4. Mathematical Formulation

System of m equations in n unknowns:
  a₁₁x₁ + a₁₂x₂ + ... + a₁ₙxₙ = b₁
  a₂₁x₁ + a₂₂x₂ + ... + a₂ₙxₙ = b₂
  ...
  aₘ₁x₁ + aₘ₂x₂ + ... + aₘₙxₙ = bₘ

Written as: Ax = b

Solvability (Rouché-Capelli theorem):
  rank(A) < rank([A|b]) → no solution
  rank(A) = rank([A|b]) = n → unique solution
  rank(A) = rank([A|b]) < n → infinite solutions (family of dimension n - rank(A))

7. Exercises

Easy 1. Write the system 2x+y=5, 3x-y=10 as a matrix equation Ax=b. Solve by hand.

Easy 2. What does it mean geometrically if a 3×3 system has infinite solutions?

Medium 1. Use classify_system to explore: for what values of k does [[k,1],[2,3]]x = [4,6] have (a) a unique solution, (b) no solution, (c) infinite solutions?

Medium 2. Solve a 5×5 random system 100 times and record the condition number. What does a high condition number mean for numerical accuracy of the solution?

Hard. Implement null_space(A) that returns a basis for the null space of A (all x such that Ax=0). Use SVD: the null space basis is the right singular vectors corresponding to singular values ≈ 0.
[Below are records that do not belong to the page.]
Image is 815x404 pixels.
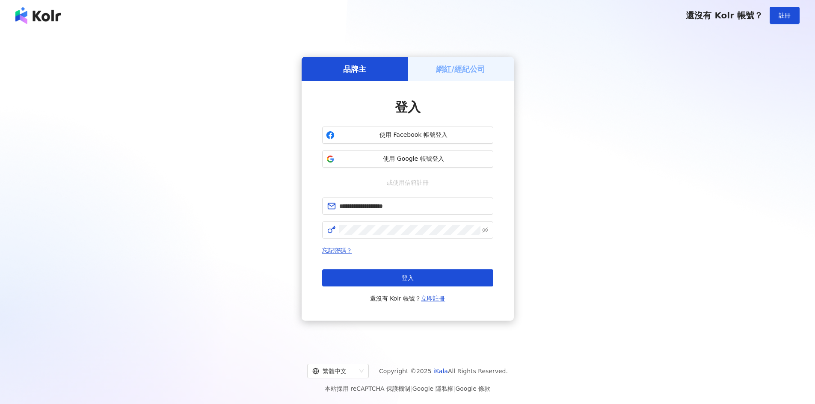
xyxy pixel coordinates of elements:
[769,7,799,24] button: 註冊
[412,385,453,392] a: Google 隱私權
[778,12,790,19] span: 註冊
[322,247,352,254] a: 忘記密碼？
[381,178,435,187] span: 或使用信箱註冊
[370,293,445,304] span: 還沒有 Kolr 帳號？
[453,385,456,392] span: |
[436,64,485,74] h5: 網紅/經紀公司
[433,368,448,375] a: iKala
[312,364,356,378] div: 繁體中文
[402,275,414,281] span: 登入
[15,7,61,24] img: logo
[343,64,366,74] h5: 品牌主
[455,385,490,392] a: Google 條款
[338,155,489,163] span: 使用 Google 帳號登入
[686,10,763,21] span: 還沒有 Kolr 帳號？
[322,269,493,287] button: 登入
[325,384,490,394] span: 本站採用 reCAPTCHA 保護機制
[395,100,420,115] span: 登入
[322,127,493,144] button: 使用 Facebook 帳號登入
[322,151,493,168] button: 使用 Google 帳號登入
[482,227,488,233] span: eye-invisible
[421,295,445,302] a: 立即註冊
[410,385,412,392] span: |
[379,366,508,376] span: Copyright © 2025 All Rights Reserved.
[338,131,489,139] span: 使用 Facebook 帳號登入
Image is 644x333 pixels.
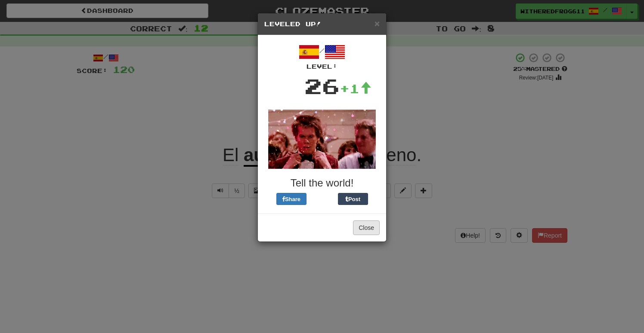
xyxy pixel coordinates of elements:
[277,193,307,205] button: Share
[353,221,380,235] button: Close
[265,178,380,189] h3: Tell the world!
[265,20,380,29] h5: Leveled Up!
[268,109,376,169] img: kevin-bacon-45c228efc3db0f333faed3a78f19b6d7c867765aaadacaa7c55ae667c030a76f.gif
[265,42,380,71] div: /
[375,19,380,28] button: Close
[304,71,340,101] div: 26
[307,193,338,205] iframe: X Post Button
[375,18,380,29] span: ×
[338,193,368,205] button: Post
[265,62,380,71] div: Level:
[340,80,371,97] div: +1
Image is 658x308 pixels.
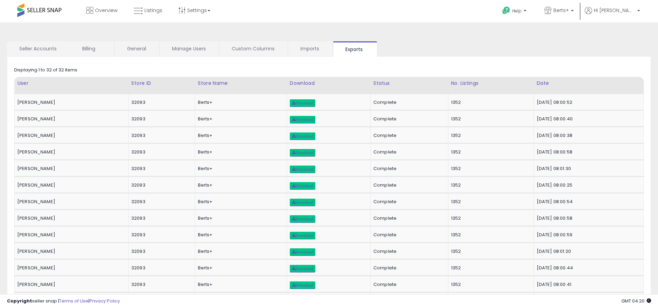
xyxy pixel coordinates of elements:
span: Download [292,217,313,221]
a: Download [290,265,315,273]
div: [PERSON_NAME] [17,282,123,288]
div: Berts+ [198,116,281,122]
div: Complete [373,199,443,205]
div: [DATE] 08:00:38 [537,133,638,139]
div: 32093 [131,99,190,106]
span: Hi [PERSON_NAME] [594,7,635,14]
span: Download [292,167,313,172]
a: Download [290,99,315,107]
span: Download [292,234,313,238]
div: 1352 [451,265,528,271]
div: [PERSON_NAME] [17,99,123,106]
div: Complete [373,282,443,288]
span: Download [292,267,313,271]
a: Download [290,199,315,207]
div: 32093 [131,216,190,222]
div: [DATE] 08:00:25 [537,182,638,189]
a: Seller Accounts [7,41,69,56]
div: Berts+ [198,282,281,288]
i: Get Help [502,6,510,15]
div: 1352 [451,199,528,205]
div: Displaying 1 to 32 of 32 items [14,67,77,74]
div: Complete [373,166,443,172]
a: Download [290,249,315,256]
div: Store Name [198,80,284,87]
div: 1352 [451,182,528,189]
div: 1352 [451,216,528,222]
div: 32093 [131,133,190,139]
div: [PERSON_NAME] [17,133,123,139]
div: 32093 [131,232,190,238]
div: [DATE] 08:00:59 [537,232,638,238]
a: Download [290,216,315,223]
div: [PERSON_NAME] [17,232,123,238]
a: General [115,41,159,56]
div: 32093 [131,265,190,271]
a: Exports [333,41,377,57]
span: Help [512,8,521,14]
div: 1352 [451,166,528,172]
span: Download [292,134,313,138]
a: Manage Users [160,41,218,56]
div: No. Listings [451,80,531,87]
a: Download [290,166,315,173]
a: Help [497,1,533,22]
div: User [17,80,125,87]
div: [PERSON_NAME] [17,116,123,122]
div: 32093 [131,249,190,255]
div: seller snap | | [7,298,120,305]
div: [DATE] 08:00:54 [537,199,638,205]
div: Berts+ [198,232,281,238]
div: Berts+ [198,149,281,155]
div: [DATE] 08:00:41 [537,282,638,288]
div: 1352 [451,116,528,122]
div: Berts+ [198,216,281,222]
span: Download [292,250,313,255]
div: Complete [373,232,443,238]
div: 32093 [131,182,190,189]
div: [DATE] 08:00:52 [537,99,638,106]
a: Download [290,182,315,190]
div: Complete [373,182,443,189]
div: Berts+ [198,249,281,255]
div: Complete [373,265,443,271]
div: [DATE] 08:01:30 [537,166,638,172]
div: Complete [373,116,443,122]
span: Download [292,101,313,105]
strong: Copyright [7,298,32,305]
div: [DATE] 08:00:58 [537,149,638,155]
div: Complete [373,99,443,106]
span: 2025-08-13 04:20 GMT [621,298,651,305]
div: [PERSON_NAME] [17,166,123,172]
span: Download [292,201,313,205]
div: Complete [373,249,443,255]
div: Date [537,80,641,87]
div: Complete [373,216,443,222]
div: Complete [373,149,443,155]
div: 32093 [131,149,190,155]
div: 1352 [451,133,528,139]
a: Imports [288,41,332,56]
div: Status [373,80,445,87]
a: Download [290,149,315,157]
div: [PERSON_NAME] [17,265,123,271]
a: Download [290,116,315,124]
span: Berts+ [553,7,569,14]
div: Store ID [131,80,192,87]
a: Custom Columns [219,41,287,56]
div: [PERSON_NAME] [17,149,123,155]
div: [DATE] 08:01:20 [537,249,638,255]
div: Berts+ [198,199,281,205]
div: Berts+ [198,99,281,106]
div: Download [290,80,367,87]
div: Complete [373,133,443,139]
div: Berts+ [198,166,281,172]
div: [PERSON_NAME] [17,216,123,222]
div: 1352 [451,149,528,155]
span: Overview [95,7,117,14]
div: [PERSON_NAME] [17,199,123,205]
div: Berts+ [198,182,281,189]
div: 1352 [451,282,528,288]
a: Terms of Use [59,298,88,305]
div: Berts+ [198,133,281,139]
9. Chapter Summary & Connections

  • Ax=b has: (1) unique solution if rank(A)=n; (2) no solution if rank inconsistency; (3) ∞ solutions if rank(A)<n.

  • Geometrically: each equation is a hyperplane; the solution is their intersection.

Forward connections:

  • In ch161 (Gaussian Elimination), we compute the solution systematically.

  • In ch168 (Projection Matrices), the case ‘no exact solution’ leads to least-squares via orthogonal projection.